If you don’t know your IP from your URL or your DNS, this column is for you! Welcome to In Plain English where you’ll learn some techie stuff from a non-tech person who just so happens to have worked with a bunch of computer geniuses for the last 25 years.
Today’s Topic: What’s an IP address?
When you sat down at your PC this morning, everything seemed to be working just fine until you tried to browse the Internet. Uh oh, what’s wrong? It could be a dozen things. But one thing is for sure—some link in the communication chain has been broken. To understand how computers communicate, you need to know what an IP address is.
Let’s break it down.
What has an IP?
An IP address, short for Internet Protocol address, is an identifying number for computer equipment connected to a network. Having an IP address allows a device to communicate with other devices over an IP-based network like the Internet. It also allows your PC to talk to your network printer, file server, and your wireless router at home.
IP addresses on a home network might look like this:
If you send a package to a friend in another country, you must have the exact mailing address or the postal service won’t be able to deliver it. The same is true for sending data over a network or the Internet.
An IP address provides an identity to a networked device (physical piece of hardware), enabling devices on a network to differentiate themselves from one another.
How do they communicate?
Computers use DNS (Domain Name Servers) to look up a hostname to find its IP address.
Yikes, more acronyms!
For example, when you enter a website URL (there’s another one!) such as www.ezmicro.com into your browser, your request to view that web page is sent to DNS servers that look up the hostname of ezmicro.com to find it’s corresponding IP address.
For example: ezmicro.com = 67.22.138.36
Without the IP address, the computer has no clue what it is that you are looking for. The geniuses behind this protocol have thankfully designed these numbers to allow for trillions of possibilities where IPs might be needed. Hopefully, we will never run out of them!
There are two different types of IP addresses: private IP addresses and public IP addresses.
Private IP addresses: For inside a network, such as your workplace where desktops, servers, and printers are communicating. Example: 192.168.1.3
Public IP addresses: For outside of a network, such as communication with the internet. Example: 72.30.35.10
Both private and public IP addresses can be either dynamic (they can change) or static (they don’t change, hopefully). Let’s save dynamic and static for another column!
Take Away
Your major takeaway—none of your tech devices can communicate without an IP address.
That’s it! Happy Browsing!
Definitions
Just for fun, let’s define a few more of the wacky acronyms used in this article:
DNS server – a “Domain Name System” server is a computer that contains a database of public IP addresses and their associated hostnames. Sometimes it is also called a name server. It’s the Internet’s phone book, converting your easy to remember address such as ezmicro.com into an IP address.
Hostname – a hostname is the label assigned to a device (host) on a network. Inside a network, it might look like “MOM-LAPTOP” or “Dad’s iPad”. On public networks, the most common hostname that you probably know is “www” as in www.ezmicro.com.
URL – a Uniform Resource Locator is a way of identifying the location of a file on the Internet. In plain English, it’s a website address that you type into your browser’s navigation bar.
ISP – your Internet Service Provider—that company you pay money to so that you can access the Internet (RCN, Service Electric, Verizon, AT&T).
I would love to hear your thoughts and experiences of the good you have found with technology.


Goal of the exercise
Return, from the material below, each line in which "asset" occurs.

◆ ◆ ◆ ◆

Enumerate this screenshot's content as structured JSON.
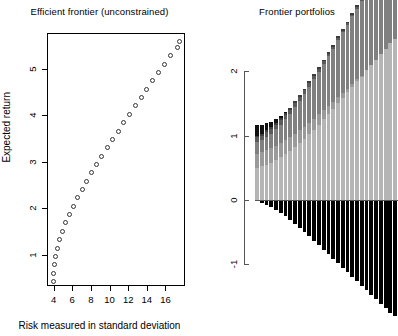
{
  "page": {
    "background": "#ffffff",
    "width": 398,
    "height": 336
  },
  "chart_data": [
    {
      "id": "efficient-frontier",
      "type": "scatter",
      "title": "Efficient frontier (unconstrained)",
      "xlabel": "Risk measured in standard deviation",
      "ylabel": "Expected return",
      "xlim": [
        3.4,
        18.2
      ],
      "ylim": [
        0.3,
        5.75
      ],
      "xticks": [
        4,
        6,
        8,
        10,
        12,
        14,
        16
      ],
      "xticklabels": [
        "4",
        "6",
        "8",
        "10",
        "12",
        "14",
        "16"
      ],
      "yticks": [
        1,
        2,
        3,
        4,
        5
      ],
      "yticklabels": [
        "1",
        "2",
        "3",
        "4",
        "5"
      ],
      "grid": false,
      "marker": "open-circle",
      "marker_color": "#333333",
      "legend": null,
      "x": [
        3.95,
        3.99,
        4.08,
        4.22,
        4.42,
        4.67,
        4.97,
        5.32,
        5.7,
        6.12,
        6.57,
        7.05,
        7.55,
        8.07,
        8.61,
        9.17,
        9.74,
        10.32,
        10.92,
        11.52,
        12.13,
        12.75,
        13.38,
        14.01,
        14.65,
        15.29,
        15.94,
        16.59,
        17.24,
        17.45
      ],
      "y": [
        0.42,
        0.6,
        0.78,
        0.96,
        1.14,
        1.32,
        1.5,
        1.68,
        1.86,
        2.04,
        2.22,
        2.4,
        2.58,
        2.76,
        2.94,
        3.12,
        3.3,
        3.48,
        3.66,
        3.84,
        4.02,
        4.2,
        4.38,
        4.56,
        4.74,
        4.92,
        5.1,
        5.28,
        5.46,
        5.58
      ]
    },
    {
      "id": "frontier-portfolios",
      "type": "bar",
      "title": "Frontier portfolios",
      "xlabel": "",
      "ylabel": "",
      "stacked": true,
      "grid": false,
      "ylim": [
        -1.35,
        2.25
      ],
      "yticks": [
        2,
        1,
        0,
        -1
      ],
      "yticklabels": [
        "2",
        "1",
        "0",
        "-1"
      ],
      "series": [
        {
          "name": "asset-1",
          "color": "#b5b5b5",
          "values": [
            0.5,
            0.52,
            0.55,
            0.58,
            0.62,
            0.66,
            0.71,
            0.76,
            0.82,
            0.88,
            0.95,
            1.02,
            1.09,
            1.17,
            1.25,
            1.33,
            1.41,
            1.5,
            1.58,
            1.67,
            1.75,
            1.84,
            1.92,
            2.01,
            2.09,
            2.18,
            2.26,
            2.35,
            2.43,
            2.5
          ]
        },
        {
          "name": "asset-2",
          "color": "#9a9a9a",
          "values": [
            0.22,
            0.22,
            0.22,
            0.22,
            0.22,
            0.22,
            0.22,
            0.21,
            0.21,
            0.2,
            0.19,
            0.18,
            0.17,
            0.16,
            0.14,
            0.13,
            0.11,
            0.1,
            0.08,
            0.06,
            0.05,
            0.03,
            0.01,
            0.0,
            0.0,
            0.0,
            0.0,
            0.0,
            0.0,
            0.0
          ]
        },
        {
          "name": "asset-3",
          "color": "#808080",
          "values": [
            0.18,
            0.19,
            0.21,
            0.23,
            0.26,
            0.29,
            0.33,
            0.37,
            0.41,
            0.46,
            0.51,
            0.56,
            0.61,
            0.66,
            0.72,
            0.77,
            0.83,
            0.88,
            0.94,
            0.99,
            1.05,
            1.1,
            1.16,
            1.21,
            1.27,
            1.32,
            1.38,
            1.43,
            1.49,
            1.54
          ]
        },
        {
          "name": "asset-4",
          "color": "#5a5a5a",
          "values": [
            0.07,
            0.07,
            0.07,
            0.07,
            0.07,
            0.07,
            0.06,
            0.06,
            0.06,
            0.06,
            0.05,
            0.05,
            0.05,
            0.04,
            0.04,
            0.04,
            0.03,
            0.03,
            0.03,
            0.02,
            0.02,
            0.02,
            0.01,
            0.01,
            0.01,
            0.0,
            0.0,
            0.0,
            0.0,
            0.0
          ]
        },
        {
          "name": "asset-5",
          "color": "#3c3c3c",
          "values": [
            0.03,
            0.03,
            0.03,
            0.03,
            0.03,
            0.03,
            0.03,
            0.03,
            0.03,
            0.03,
            0.03,
            0.03,
            0.03,
            0.03,
            0.03,
            0.03,
            0.03,
            0.03,
            0.03,
            0.03,
            0.03,
            0.03,
            0.03,
            0.03,
            0.03,
            0.03,
            0.03,
            0.03,
            0.03,
            0.03
          ]
        },
        {
          "name": "asset-6-negative",
          "color": "#000000",
          "values": [
            -0.02,
            -0.04,
            -0.07,
            -0.11,
            -0.15,
            -0.2,
            -0.25,
            -0.31,
            -0.37,
            -0.43,
            -0.5,
            -0.56,
            -0.63,
            -0.7,
            -0.77,
            -0.84,
            -0.91,
            -0.98,
            -1.05,
            -1.12,
            -1.19,
            -1.26,
            -1.33,
            -1.4,
            -1.47,
            -1.54,
            -1.61,
            -1.68,
            -1.75,
            -1.8
          ]
        },
        {
          "name": "asset-7-top-dark",
          "color": "#111111",
          "values": [
            0.17,
            0.14,
            0.11,
            0.08,
            0.05,
            0.03,
            0.01,
            0.0,
            0.0,
            0.0,
            0.0,
            0.0,
            0.0,
            0.0,
            0.0,
            0.0,
            0.0,
            0.0,
            0.0,
            0.0,
            0.0,
            0.0,
            0.0,
            0.0,
            0.0,
            0.0,
            0.0,
            0.0,
            0.0,
            0.0
          ]
        }
      ],
      "n_bars": 30
    }
  ],
  "left_plot": {
    "title": "Efficient frontier (unconstrained)",
    "xlabel": "Risk measured in standard deviation",
    "ylabel": "Expected return"
  },
  "right_plot": {
    "title": "Frontier portfolios"
  }
}
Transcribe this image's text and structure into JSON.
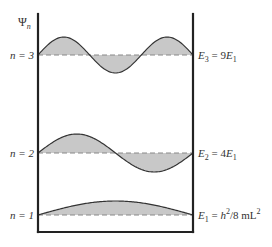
{
  "axis_label": {
    "symbol": "Ψ",
    "subscript": "n"
  },
  "colors": {
    "fill": "#c8c8c8",
    "stroke": "#333333",
    "wall": "#222222",
    "dashed": "#888888"
  },
  "box": {
    "left_x": 38,
    "right_x": 193,
    "top_y": 14,
    "bottom_y": 232
  },
  "levels": [
    {
      "n": 3,
      "left_label": "n = 3",
      "energy_label": {
        "E": "E",
        "sub": "3",
        "rest": " = 9",
        "E2": "E",
        "sub2": "1"
      },
      "y": 55,
      "amplitude": 18
    },
    {
      "n": 2,
      "left_label": "n = 2",
      "energy_label": {
        "E": "E",
        "sub": "2",
        "rest": " = 4",
        "E2": "E",
        "sub2": "1"
      },
      "y": 153,
      "amplitude": 19
    },
    {
      "n": 1,
      "left_label": "n = 1",
      "energy_label": {
        "E": "E",
        "sub": "1",
        "rest": " = ",
        "h": "h",
        "sup": "2",
        "tail": "/8 mL",
        "sup2": "2"
      },
      "y": 215,
      "amplitude": 14
    }
  ]
}
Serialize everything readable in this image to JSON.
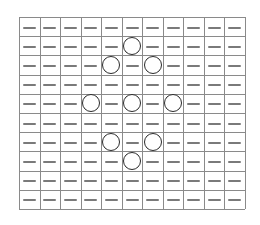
{
  "board": {
    "columns": 11,
    "rows": 10,
    "left": 19,
    "top": 17,
    "width": 226,
    "height": 192,
    "line_color": "#8a8a8a",
    "dash_color": "#7a7a7a",
    "circle_color": "#2a2a2a",
    "empty_symbol": "dash",
    "circles": [
      {
        "row": 1,
        "col": 5
      },
      {
        "row": 2,
        "col": 4
      },
      {
        "row": 2,
        "col": 6
      },
      {
        "row": 4,
        "col": 3
      },
      {
        "row": 4,
        "col": 5
      },
      {
        "row": 4,
        "col": 7
      },
      {
        "row": 6,
        "col": 4
      },
      {
        "row": 6,
        "col": 6
      },
      {
        "row": 7,
        "col": 5
      }
    ]
  }
}
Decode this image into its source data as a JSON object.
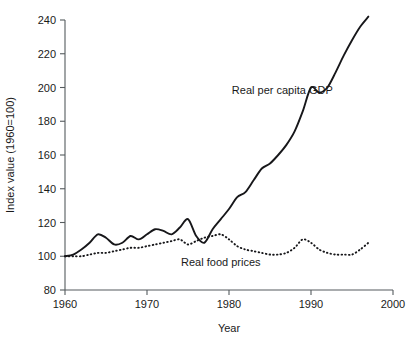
{
  "chart_data": {
    "type": "line",
    "title": "",
    "xlabel": "Year",
    "ylabel": "Index value (1960=100)",
    "xlim": [
      1960,
      2000
    ],
    "ylim": [
      80,
      240
    ],
    "xticks": [
      1960,
      1970,
      1980,
      1990,
      2000
    ],
    "yticks": [
      80,
      100,
      120,
      140,
      160,
      180,
      200,
      220,
      240
    ],
    "xtick_labels": [
      "1960",
      "1970",
      "1980",
      "1990",
      "2000"
    ],
    "ytick_labels": [
      "80",
      "100",
      "120",
      "140",
      "160",
      "180",
      "200",
      "220",
      "240"
    ],
    "grid": false,
    "legend": "inline-annotations",
    "frame": "left-bottom-spines-only",
    "annotations": [
      {
        "name": "gdp-label",
        "text": "Real per capita GDP",
        "x": 1986.5,
        "y": 196
      },
      {
        "name": "food-label",
        "text": "Real food prices",
        "x": 1979.0,
        "y": 94
      }
    ],
    "series": [
      {
        "name": "Real per capita GDP",
        "style": "solid",
        "color": "#17171a",
        "x": [
          1960,
          1961,
          1962,
          1963,
          1964,
          1965,
          1966,
          1967,
          1968,
          1969,
          1970,
          1971,
          1972,
          1973,
          1974,
          1975,
          1976,
          1977,
          1978,
          1979,
          1980,
          1981,
          1982,
          1983,
          1984,
          1985,
          1986,
          1987,
          1988,
          1989,
          1990,
          1991,
          1992,
          1993,
          1994,
          1995,
          1996,
          1997
        ],
        "values": [
          100,
          101,
          104,
          108,
          113,
          111,
          107,
          108,
          112,
          110,
          113,
          116,
          115,
          113,
          117,
          122,
          112,
          108,
          116,
          122,
          128,
          135,
          138,
          145,
          152,
          155,
          160,
          166,
          174,
          186,
          200,
          197,
          200,
          209,
          219,
          228,
          236,
          242
        ]
      },
      {
        "name": "Real food prices",
        "style": "dotted",
        "color": "#17171a",
        "x": [
          1960,
          1961,
          1962,
          1963,
          1964,
          1965,
          1966,
          1967,
          1968,
          1969,
          1970,
          1971,
          1972,
          1973,
          1974,
          1975,
          1976,
          1977,
          1978,
          1979,
          1980,
          1981,
          1982,
          1983,
          1984,
          1985,
          1986,
          1987,
          1988,
          1989,
          1990,
          1991,
          1992,
          1993,
          1994,
          1995,
          1996,
          1997
        ],
        "values": [
          100,
          100,
          100,
          101,
          102,
          102,
          103,
          104,
          105,
          105,
          106,
          107,
          108,
          109,
          110,
          107,
          109,
          111,
          112,
          113,
          110,
          106,
          104,
          103,
          102,
          101,
          101,
          102,
          105,
          110,
          108,
          104,
          102,
          101,
          101,
          101,
          104,
          108
        ]
      }
    ]
  }
}
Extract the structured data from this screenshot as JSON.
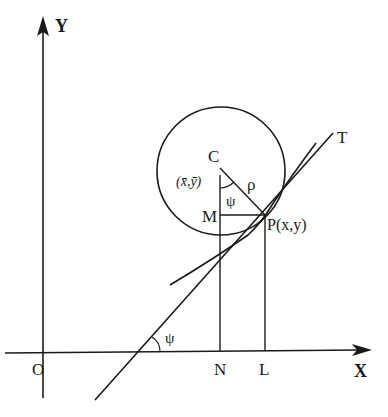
{
  "diagram": {
    "colors": {
      "ink": "#1a1a1a",
      "background": "#ffffff"
    },
    "axes": {
      "x_label": "X",
      "y_label": "Y",
      "origin_label": "O"
    },
    "points": {
      "center": "C",
      "center_coords": "(x̄,ȳ)",
      "point": "P(x,y)",
      "foot_m": "M",
      "foot_n": "N",
      "foot_l": "L",
      "tangent_end": "T"
    },
    "symbols": {
      "radius": "ρ",
      "angle_at_center": "ψ",
      "angle_at_axis": "ψ"
    }
  }
}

◆ ◆ ◆ ◆

Final answer
          "name": "asset-1",
          "name": "asset-2",
          "name": "asset-3",
          "name": "asset-4",
          "name": "asset-5",
          "name": "asset-6-negative",
          "name": "asset-7-top-dark",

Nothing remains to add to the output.